Open web means popular browsers supporting a wide range of technologies that institutions, businesses, and people use.
Not: popular browsers needle through technologies and tell everyone they know best
Does that make sense? Openess on the web isn’t a new term or concept so I’m not sure what’s confusing. It’s certainly not killing off technologies people are using.
What is open web to you? “Overpaid Mba at Google says this is best so you better fall in line.”
> Open web means popular browsers supporting a wide range of technologies that institutions, businesses, and people use.
The “wide range of technologies” is not what makes the web “open”.
The openness comes from the fact that anyone can write web sites and anyone can write a browser that can render the same websites that chrome can render. “More features” does not imply “more open”.
Dropping support for xslt would make the web less open if it were being replaced by some proprietary Google tech. But that’s not what’s happening here at all.
> Not: popular browsers needle through technologies and tell everyone they know best
How else would it possibly work? Everyone has to actively choose the features they will build and support.
I don’t care to continue this discussion primarily because you are making nearly the same points as two other commenters and it has become a three way exhausting conversation. You hate XSLT or something and love Google, congrats, you win this discussion. XSLT will be removed, Javascript will reign king. You will be happy. Every one will say Mason Freed is right and smart and that XML sucks because no one who matters uses it. I was never going to convince you to like or consider other technologies, anyways. And since that is true, this conversation doesn't do anything to try and help save XSLT and not worth continuing for me at least.

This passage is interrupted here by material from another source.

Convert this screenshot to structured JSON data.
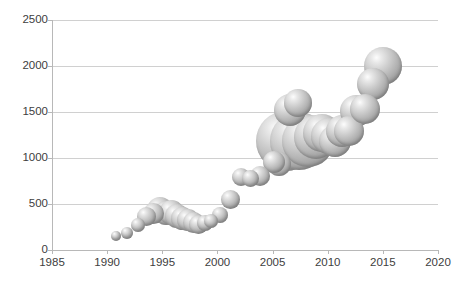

I wish it weren't the case but good luck and I'm sure we'll speak again with nearly the same conversation at the next thread for a standard deprecation that ad companies don't like.
Bold of you to assume other commenters in this thread have no experience with XML or XSLT.
I was there when it was the new hottest thing and I was there when it became last year's thing. These things come and go, and this one's time has come.
Given that the thing we want to support can be supported via server-side translation, client-side translation in JavaScript, or automatic detection and translation via a third-party plugin in JavaScript... What bearing on the open web does it have to preserve this functionality as a JavaScript-accessible API built into the browser?
I don't see how removing this API harms the open web. I do see how it imposes some nonzero cost on website maintainers to adapt to the removal of the API, and I respect that cost is nonzero.
... but I also watched OpenGL evolve into OpenGL ES and the end result was a far better API than we started with.
I don't think XSLTProcessor joining document.defaultCharset in the history books is damage to the open web.
ETA: And not that it matters over-much, but the "overpaid Mba" is an electrical engineering Ph.D who came to software via sensor manufacturing, so if you're going to attempt to insult someone's training, maybe get it right? Not that he'd be wrong if he were an Mba either, mind.
No the Mba is Freeds boss who installed him there and ensure he enforces closing of the web. Coming from sensor manufacturing to software isn’t really that impressive but it does make sense why a sensor manufacturing engineer would make arguments for removing a spec like XSLT but not a terribly complicated and security vulnerable spec like bluetooth. Which probably has 10x the complexity and 10x security plane of xslt. Thank you this whole thing is an even bigger joke.
Enjoy the precedent this sets for other tech not in the Google stable. You clearly are getting what you want so why continue this discussion. Who are you trying to convince?
> Which probably has 10x the complexity and 10x security plane
... and 10x the utility, since unlike XSLT Bluetooth requires sandboxed and mediated access to OS-level APIs that cannot be feature-compatible replicated with 3MB of JavaScript.
I believe you, but I think I missed that part of the conversation.
Running an XSLT engine in JavaScript is sandboxed. It's sandboxed by the JS rules. In terms of security, it's consolidating sandboxing concerns because risk of breaking XSLT becomes risk of breaking the JS engine, whereas right now there are two potential attack vectors to monitor.
(There is an unwritten assumption here: "But I can avoid the JS issues by turning off JavaScript." Which is true, but I think the ship is pretty well sailed for any w3c-compliant browser to be supporting JavaScript-off as a first-class use case these days. From a safety standpoint, we even have situations where there are security breach detections against things like iframe-busting that only work with JavaScript on).
The question for all the browser developers is not “can we feasibly support this feature” but “is it worth it to support this feature”?
Because they must address the security problems, there is no zero-cost solution to maintain compatibility. They either abandon it or rewrite it which comes with support costs forever.
I understand you believe they made the wrong choice and I understand why you feel that way. But according to their calculus they are making the right choice based on how widely used the feature actually is.
Is "open web" just "maximally complies with the w3c standard?"